For CISOs, ransomware is no longer a technical incident.
It is an enterprise risk with financial, operational, legal, and reputational consequences.
Attackers today assume breach.
They exploit identity, move laterally, exfiltrate data, and then encrypt. The question is no longer if an organization will be targeted, but how well prepared it is when it happens.
The following five best practices focus on reducing impact, shortening recovery time, and strengthening decision-making under pressure.
Treat Backups as a Business Resilience Capability
Backups are often discussed.
Recovery is rarely tested under real conditions.
From a CISO perspective, backups are not an IT hygiene item. They are a board-level resilience control.
What matters:
Immutable or air-gapped backups that ransomware cannot reach.
Clear ownership for backup integrity and recovery testing.
Regular restore drills aligned to critical business systems.
Realistic RTO and RPO values agreed with business leaders.
When ransomware hits, the first question will be simple:
“Can we recover without paying?”
Your backups must answer that question with confidence.
Shrink the Attack Surface Before Attackers Do
Most ransomware incidents begin with basic failures:
Unpatched systems
Weak remote access controls
Excessive exposure of services
CISOs should focus less on perimeter optimism and more on systemic reduction of exposure.
Key priorities:
Enforce patching discipline, especially for internet-facing assets.
Harden and monitor remote access aggressively.
Decommission legacy systems that cannot be secured.
Continuously discover shadow IT and unmanaged endpoints.
Attackers choose the easiest path.
Reducing attack surface increases their cost—and often diverts them elsewhere.
Assume Compromise and Design for Containment
Initial access is rarely the real damage.
The damage comes from unchecked lateral movement.
CISO-led organizations design networks assuming attackers will get in—and plan accordingly.
Effective controls include:
Strict least-privilege enforcement across identities.
Separation of administrative roles and credentials.
Network segmentation for critical assets.
Continuous monitoring for privilege escalation and abnormal access.
The objective is not perfect prevention.
It is controlled failure.
Elevate People from Risk to Early-Warning System
Security awareness programs fail when they are treated as compliance exercises.
For CISOs, the goal is behavioural change, not checkbox training.
High-impact approaches:
Continuous, short-form training tied to real threats.
Phishing simulations focused on learning, not punishment.
Simple, fast reporting mechanisms for suspicious activity.
Clear executive support for reporting without blame.
One informed employee can stop an attack in its early stages.
Delayed reporting gives attackers momentum.
Lead with a Practiced, Executive-Level Response Plan
During a ransomware incident, technology matters less than decisions.
CISOs are expected to:
Advise leadership clearly under pressure
Balance legal, regulatory, operational, and reputational risk
Act fast, with incomplete information
A mature ransomware response plan:
Defines decision authority and escalation paths.
Integrates IT, legal, communications, and business leadership.
Covers data theft scenarios, not just encryption.
Is tested through executive tabletop exercises.
In a crisis, ambiguity is costly.
Preparation creates clarity.
Closing Perspective for CISOs
Ransomware resilience is not built by tools alone.
It is built through discipline, alignment, and rehearsal.
Strong backups enable confident decisions.
Reduced exposure limits entry points.
Containment limits blast radius.
People provide early signals.
Plans enable leadership under pressure.
CISOs who focus on these fundamentals shift ransomware from an existential threat to a manageable business risk.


◆ What the exercise asks
Report every line of the records that contains the word "this".

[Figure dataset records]
————

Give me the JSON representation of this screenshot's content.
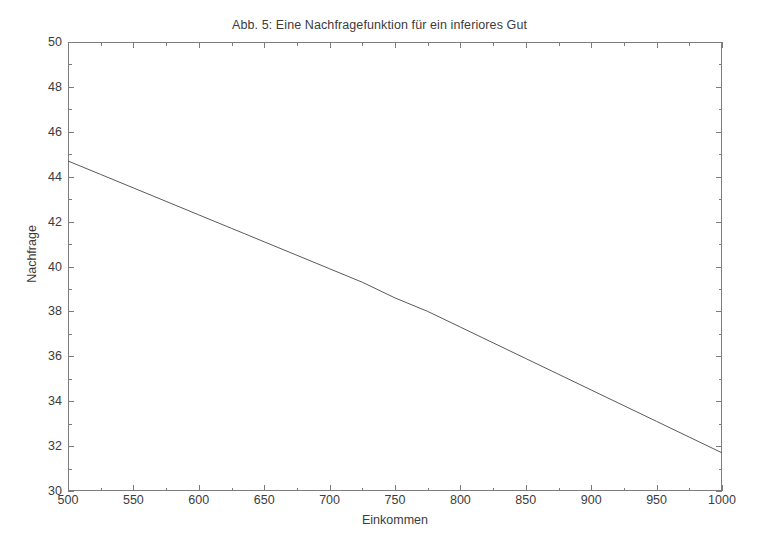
{
  "chart_data": {
    "type": "line",
    "title": "Abb. 5: Eine Nachfragefunktion für ein inferiores Gut",
    "xlabel": "Einkommen",
    "ylabel": "Nachfrage",
    "xlim": [
      500,
      1000
    ],
    "ylim": [
      30,
      50
    ],
    "xticks": [
      500,
      550,
      600,
      650,
      700,
      750,
      800,
      850,
      900,
      950,
      1000
    ],
    "yticks": [
      30,
      32,
      34,
      36,
      38,
      40,
      42,
      44,
      46,
      48,
      50
    ],
    "xminorticks": [
      525,
      575,
      625,
      675,
      725,
      775,
      825,
      875,
      925,
      975
    ],
    "yminorticks": [
      31,
      33,
      35,
      37,
      39,
      41,
      43,
      45,
      47,
      49
    ],
    "grid": false,
    "legend": null,
    "series": [
      {
        "name": "Nachfrage",
        "color": "#5a5a5a",
        "linewidth": 1,
        "x": [
          500,
          525,
          550,
          575,
          600,
          625,
          650,
          675,
          700,
          725,
          750,
          775,
          800,
          825,
          850,
          875,
          900,
          925,
          950,
          975,
          1000
        ],
        "values": [
          44.7,
          44.1,
          43.5,
          42.9,
          42.3,
          41.7,
          41.1,
          40.5,
          39.9,
          39.3,
          38.6,
          38.0,
          37.3,
          36.6,
          35.9,
          35.2,
          34.5,
          33.8,
          33.1,
          32.4,
          31.7
        ]
      }
    ]
  },
  "figure": {
    "background_color": "#ffffff",
    "axis_color": "#7d7d7d",
    "text_color": "#3c3c3c"
  }
}
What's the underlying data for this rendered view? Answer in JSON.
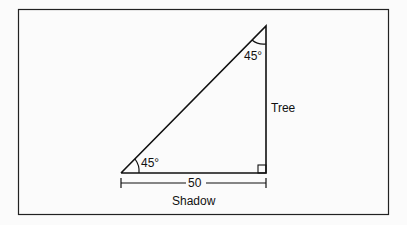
{
  "diagram": {
    "type": "right-triangle",
    "labels": {
      "top_angle": "45°",
      "bottom_angle": "45°",
      "vertical_side": "Tree",
      "horizontal_side": "Shadow",
      "horizontal_length": "50"
    },
    "colors": {
      "line": "#111111",
      "background": "#fbfbfb"
    }
  }
}
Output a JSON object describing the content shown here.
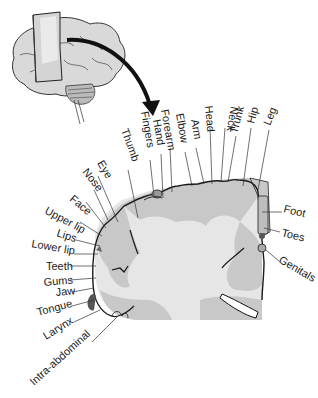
{
  "figure": {
    "type": "motor homunculus on coronal brain section",
    "colors": {
      "background": "#ffffff",
      "cortex_gray": "#c8c8c8",
      "white_matter": "#e6e6e6",
      "outline": "#1a1a1a",
      "leader_lines": "#333333",
      "brain_fill": "#d9d9d9",
      "plane_fill": "#d8d8d8"
    }
  },
  "labels": {
    "top": [
      "Thumb",
      "Fingers",
      "Hand",
      "Forearm",
      "Elbow",
      "Arm",
      "Head",
      "Neck",
      "Trunk",
      "Hip",
      "Leg"
    ],
    "right": [
      "Foot",
      "Toes",
      "Genitals"
    ],
    "left": [
      "Eye",
      "Nose",
      "Face",
      "Upper lip",
      "Lips",
      "Lower lip",
      "Teeth",
      "Gums",
      "Jaw",
      "Tongue",
      "Larynx",
      "Intra-abdominal"
    ]
  }
}
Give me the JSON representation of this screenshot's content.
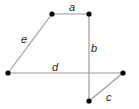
{
  "diagram": {
    "type": "graph",
    "vertices": [
      {
        "id": "v1",
        "x": 52,
        "y": 14
      },
      {
        "id": "v2",
        "x": 89,
        "y": 14
      },
      {
        "id": "v3",
        "x": 8,
        "y": 73
      },
      {
        "id": "v4",
        "x": 123,
        "y": 73
      },
      {
        "id": "v5",
        "x": 89,
        "y": 101
      }
    ],
    "edges": [
      {
        "label": "a",
        "from": "v1",
        "to": "v2",
        "label_x": 72,
        "label_y": 11
      },
      {
        "label": "b",
        "from": "v2",
        "to": "v5",
        "label_x": 94,
        "label_y": 52
      },
      {
        "label": "c",
        "from": "v4",
        "to": "v5",
        "label_x": 108,
        "label_y": 101
      },
      {
        "label": "d",
        "from": "v3",
        "to": "v4",
        "label_x": 53,
        "label_y": 71
      },
      {
        "label": "e",
        "from": "v3",
        "to": "v1",
        "label_x": 23,
        "label_y": 43
      }
    ],
    "colors": {
      "edge": "#9a9a9a",
      "vertex": "#000000",
      "label": "#222222"
    }
  }
}
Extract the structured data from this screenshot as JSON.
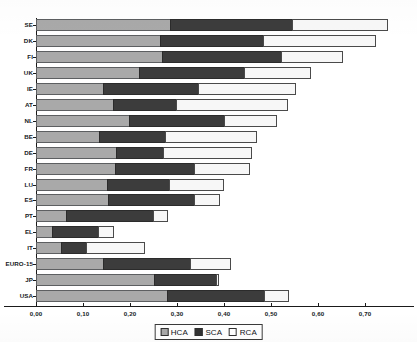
{
  "chart_data": {
    "type": "bar",
    "orientation": "horizontal",
    "stacked": true,
    "title": "",
    "xlabel": "",
    "ylabel": "",
    "xlim": [
      0.0,
      0.78
    ],
    "xticks": [
      0.0,
      0.1,
      0.2,
      0.3,
      0.4,
      0.5,
      0.6,
      0.7
    ],
    "xtick_labels": [
      "0,00",
      "0,10",
      "0,20",
      "0,30",
      "0,40",
      "0,50",
      "0,60",
      "0,70"
    ],
    "grid": false,
    "legend_position": "bottom",
    "legend": [
      "HCA",
      "SCA",
      "RCA"
    ],
    "colors": {
      "HCA": "#a9a9a9",
      "SCA": "#3c3c3c",
      "RCA": "#f7f7f7"
    },
    "categories": [
      "SE",
      "DK",
      "FI",
      "UK",
      "IE",
      "AT",
      "NL",
      "BE",
      "DE",
      "FR",
      "LU",
      "ES",
      "PT",
      "EL",
      "IT",
      "EURO-15",
      "JP",
      "USA"
    ],
    "series": [
      {
        "name": "HCA",
        "values": [
          0.287,
          0.266,
          0.27,
          0.221,
          0.145,
          0.166,
          0.2,
          0.136,
          0.172,
          0.17,
          0.153,
          0.155,
          0.066,
          0.036,
          0.055,
          0.145,
          0.253,
          0.281
        ]
      },
      {
        "name": "SCA",
        "values": [
          0.262,
          0.221,
          0.256,
          0.226,
          0.204,
          0.136,
          0.204,
          0.143,
          0.102,
          0.17,
          0.134,
          0.185,
          0.187,
          0.1,
          0.055,
          0.187,
          0.134,
          0.208
        ]
      },
      {
        "name": "RCA",
        "values": [
          0.204,
          0.24,
          0.132,
          0.143,
          0.209,
          0.238,
          0.113,
          0.196,
          0.19,
          0.119,
          0.117,
          0.055,
          0.032,
          0.034,
          0.126,
          0.087,
          0.006,
          0.053
        ]
      }
    ],
    "totals": [
      0.753,
      0.727,
      0.658,
      0.59,
      0.558,
      0.54,
      0.517,
      0.475,
      0.464,
      0.459,
      0.404,
      0.395,
      0.285,
      0.17,
      0.236,
      0.419,
      0.393,
      0.542
    ]
  },
  "axis": {
    "y_labels": [
      "SE",
      "DK",
      "FI",
      "UK",
      "IE",
      "AT",
      "NL",
      "BE",
      "DE",
      "FR",
      "LU",
      "ES",
      "PT",
      "EL",
      "IT",
      "EURO-15",
      "JP",
      "USA"
    ],
    "x_labels": [
      "0,00",
      "0,10",
      "0,20",
      "0,30",
      "0,40",
      "0,50",
      "0,60",
      "0,70"
    ]
  },
  "legend": {
    "items": [
      {
        "label": "HCA",
        "swatch": "legend-swatch-hca"
      },
      {
        "label": "SCA",
        "swatch": "legend-swatch-sca"
      },
      {
        "label": "RCA",
        "swatch": "legend-swatch-rca"
      }
    ]
  },
  "header": {
    "title": ""
  }
}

————

◆ Reply to the task
Give me the JSON representation of this screenshot's content.
What's the underlying data for this rendered view? Answer in JSON.
Give me the JSON representation of this screenshot's content.
Extract the structured data from this screenshot as JSON.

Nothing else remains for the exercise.